Trinity, that word resulting from Tertullian’s creative word-welding eventually became the central way in which the Church expressed its experience of God. Artists too have been drawn to the challenge of depicting the Trinity. One famous representation is the Rublev Icon which appears on the front of the Parish Press (for example www.wellsprings.org.uk/rublevs_icon/rublev.htm). But I also discovered the work of another artist whose stained glass rendering of the Holy Trinity I found stunning.

Sadly David J Hetland died in 2006, but his art stands as a testament to his faith. I was particularly drawn to his work in stained glass depicting the Trinity (www.hetland.com/archives/trinity.htm). Where the Rublev icon gives a picture of symmetry, peace and hospitality as the three persons of the Trinity share fellowship around the table, Hetland’s work is filled with colour and movement. Three circles interlocked in a vertical pattern are each filled with symbolic references. The symbols overflow from one circle to the other. The God circle or the top circle is filled with images of the six days of creation but it is topped by a vision of the New Jerusalem. Around the perimeter of the circle are the words from scripture, “In the beginning,” and, “the breath of life.” In the centre circle the words, “resurrection and the life,” encompass a back drop of a city representing the disorder of human life. Superimposed upon the city are twelve trees representing discipleship. These trees are sustained by a pool of water pictured in the lower circle. Around the perimeter of this circle are the words, “born of water and the spirit.” Three interlocked circles are a traditional way of symbolizing the Trinity, but within that traditional setting Hetland shows the passionate, overflowing love of God.
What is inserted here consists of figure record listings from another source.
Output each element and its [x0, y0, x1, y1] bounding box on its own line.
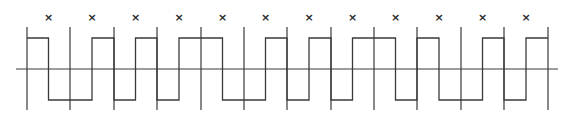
mid-bit-x-marker-icon: ×	[348, 11, 357, 24]
mid-bit-x-marker-icon: ×	[261, 11, 270, 24]
mid-bit-x-marker-icon: ×	[521, 11, 530, 24]
mid-bit-x-marker-icon: ×	[478, 11, 487, 24]
mid-bit-markers: ××××××××××××	[44, 11, 531, 24]
mid-bit-x-marker-icon: ×	[218, 11, 227, 24]
mid-bit-x-marker-icon: ×	[174, 11, 183, 24]
manchester-waveform-diagram: ××××××××××××	[0, 0, 566, 120]
mid-bit-x-marker-icon: ×	[391, 11, 400, 24]
mid-bit-x-marker-icon: ×	[44, 11, 53, 24]
mid-bit-x-marker-icon: ×	[87, 11, 96, 24]
mid-bit-x-marker-icon: ×	[434, 11, 443, 24]
mid-bit-x-marker-icon: ×	[304, 11, 313, 24]
mid-bit-x-marker-icon: ×	[131, 11, 140, 24]
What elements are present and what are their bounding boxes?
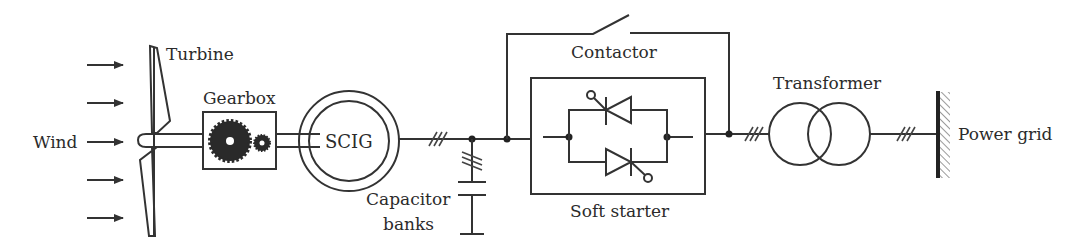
wind-label: Wind: [33, 132, 78, 152]
soft-starter-icon: [531, 78, 705, 194]
gearbox-label: Gearbox: [203, 88, 276, 108]
transformer-icon: [769, 103, 870, 165]
capacitor-label-2: banks: [383, 214, 434, 234]
node-dot: [726, 131, 733, 138]
capacitor-bank-icon: [458, 139, 486, 234]
turbine-label: Turbine: [166, 44, 234, 64]
power-grid-label: Power grid: [958, 124, 1053, 144]
contactor-label: Contactor: [571, 42, 658, 62]
scig-label: SCIG: [325, 131, 373, 152]
turbine-icon: [138, 46, 203, 236]
soft-starter-label: Soft starter: [570, 201, 670, 221]
transformer-label: Transformer: [773, 73, 882, 93]
power-grid-icon: [938, 91, 950, 178]
wind-arrows: [87, 65, 123, 218]
capacitor-label: Capacitor: [366, 189, 451, 209]
wind-turbine-diagram: Wind Turbine Gearbox SCIG: [0, 0, 1085, 251]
For example, Jesus does not stay in his own little circle but is shown ascending to the father freed from the wooden cross that intersects the whole work. From the wound in his palm flows not blood but the living water which pours into the pool at the bottom of the lower circle from which the trees of discipleship are sustained. It is a work filled with the energy of our creative, sustaining and empowering God.

Rather than a bland teaching to which we must adhere or else, may the image of the flower, the words of Turtullian, the Rublev icon and the Trinity of David J Hetland give us windows into the divine relationship that has given us life in the Father, values us through the Son and sustains us in the Spirit. Three persons, one God.